SoftBank’s $100 Billion May Get Dwarfed By Tokyo’s $1.6 Trillion Fund

Fumio Kishida just did something that no Japanese leader has in eons: surprise global investors with a creative and doable plan to revive the economy’s once-fabled animal spirits.

The prime minister pledged to open a path for the $1.6 trillion Government Pension Investment Fund, the world’s largest such entity, to finance the startup boom his predecessors didn’t. It’s an eminently wise move as India and Indonesia blow away Japan Inc. in producing tech unicorns.

Free-market ideologues won’t like the idea that a public fund is endeavoring to reinvigorate Japan’s venture capital game. Yet even the world’s most important VC power, SoftBank founder Masayoshi Son, barely invests any of his $100 billion Vision Fund at home in his aging nation.

Enter Kishida, who took office just over six months ago promising a “new capitalism” policy mix to rekindle innovation, increase competitiveness and boost wages. Along with harnessing GPIF’s vast asset pool, Kishida wants to woo more foreign investment and get Japanese to take financial risks.

That, Kishida says, means simplifying Japan’s circuitous initial public offering process and making things more attractive for multinational companies looking to set up new business centers. It also means strengthening corporate governance, forcing Japan Inc. to increase transparency.

It’s a work in progress. And Japan’s powerful business lobby, which looks out for huge legacy conglomerates towering over the economy, is sure to push back. But in just six months, Kishida has taken yet another step to remind global economic circles that Japan still matters—and to communicate that Tokyo can learn from its mistakes.

Kishida’s tenure is proving to be a stark contrast with that of his political benefactor, Shinzo Abe. During his nearly eight years in power, from 2012 to 2020, former Prime Minister Abe did frustratingly little to push Japan out of its comfort zone. Mostly, Abe prodded the Bank of Japan to get radical with efforts to end deflation.

Corporate profits soared; innovation and household wages didn’t. Nor did Tokyo make bold moves to respond to China’s powerful economic rise. Abe and China’s Xi Jinping came to power the same year. While Abe bet big on the trickle-down strategies of 1985, President Xi Jinping deployed hundreds of billions of dollars to fund “Made in China 2025.”

As an Abe protégé, Kishida must navigate egos within his Liberal Democratic Party. If he outshines Abe too ostentatiously, waving the reform banner, there’s a risk that the LDP old guard might strike back—Abe included—and ensure Kishida’s tenure is a short one.

But it’s instructive to look at how in just six months, Kishida is showing signs of being a far more consequential premier than Abe, Japan’s longest-serving leader.

Exhibit A: how rapidly Tokyo signed on to global sanctions against Russia over Vladimir Putin’s Ukraine invasion. That simple act buttressed U.S. President Joe Biden’s argument that there’s a global coalition against Moscow, not just a western one. Kishida also is banning Russian energy imports and even welcoming some refugees from Ukraine.

Now, Kishida is turning to putting some economic wins on the board.

Slogans are cheap. Xi’s big “common prosperity” plan remains more vague talk than reality. In South Korea, outgoing President Moon Jae-in’s “trickle-up economics” pledges amounted to little more than Abe’s “buy my Abenomics” sales pitches. Already, though, Kishida is detailing how he plans to generate a “virtuous cycle of growth and distribution” that’s long eluded Japan: with new economic energy from the ground up.

Relying on the Sony’s, Toyota’s, Mitsui’s and other giants at the top of the economic food chain is among Tokyo’s biggest mistakes these last 20 years. All pumping up their profits with BOJ cash and a weak yen did was fuel share buybacks. What’s needed is a new generation of entrepreneurs to disrupt the economy with high-paying jobs and more productive corporate cultures.

There are lots else for Kishida to do, including the long to-do list Abe didn’t bother with during his 92 months in power: reducing bureaucracy; internationalizing labor practices; increasing productivity; revolutionizing corporate governance; and attracting more foreign talent.

The good news is that Kishida’s Ukraine policies gave his support rate a bump—into the low 60s. Kishida should take that support out for a ride and cajole his party to get serious once and for all about raising Japan’s economic game.

With his plan to pull GPIF’s $1.6 trillion of assets into the mix to turbocharge things, Kishida proved he can surprise us. And few more such surprises and Japan could prod Son to deploy more of his giant Vision Fund at home. And have China looking over its shoulder.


### WHAT IS EXPECTED
Please print every record exactly as it stands, leaving out the pictures.

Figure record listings
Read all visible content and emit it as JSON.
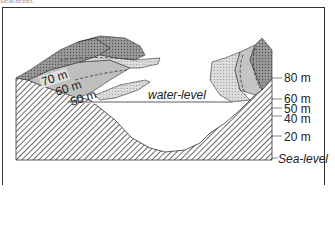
{
  "caption": "sea-level.",
  "diagram": {
    "water_label": "water-level",
    "sea_label": "Sea-level",
    "contour_labels": [
      "70 m",
      "60 m",
      "50 m"
    ],
    "scale_labels": [
      "80 m",
      "60 m",
      "50 m",
      "40 m",
      "20 m"
    ],
    "colors": {
      "border": "#333333",
      "hatch": "#555555",
      "light_band": "#d9d9d9",
      "mid_band": "#bdbdbd",
      "dark_band": "#8c8c8c",
      "water": "#ffffff"
    }
  }
}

### EXERCISE OUTPUT
Read all visible content and emit it as JSON.
{
  "caption": "sea-level.",
  "diagram": {
    "water_label": "water-level",
    "sea_label": "Sea-level",
    "contour_labels": [
      "70 m",
      "60 m",
      "50 m"
    ],
    "scale_labels": [
      "80 m",
      "60 m",
      "50 m",
      "40 m",
      "20 m"
    ],
    "colors": {
      "border": "#333333",
      "hatch": "#555555",
      "light_band": "#d9d9d9",
      "mid_band": "#bdbdbd",
      "dark_band": "#8c8c8c",
      "water": "#ffffff"
    }
  }
}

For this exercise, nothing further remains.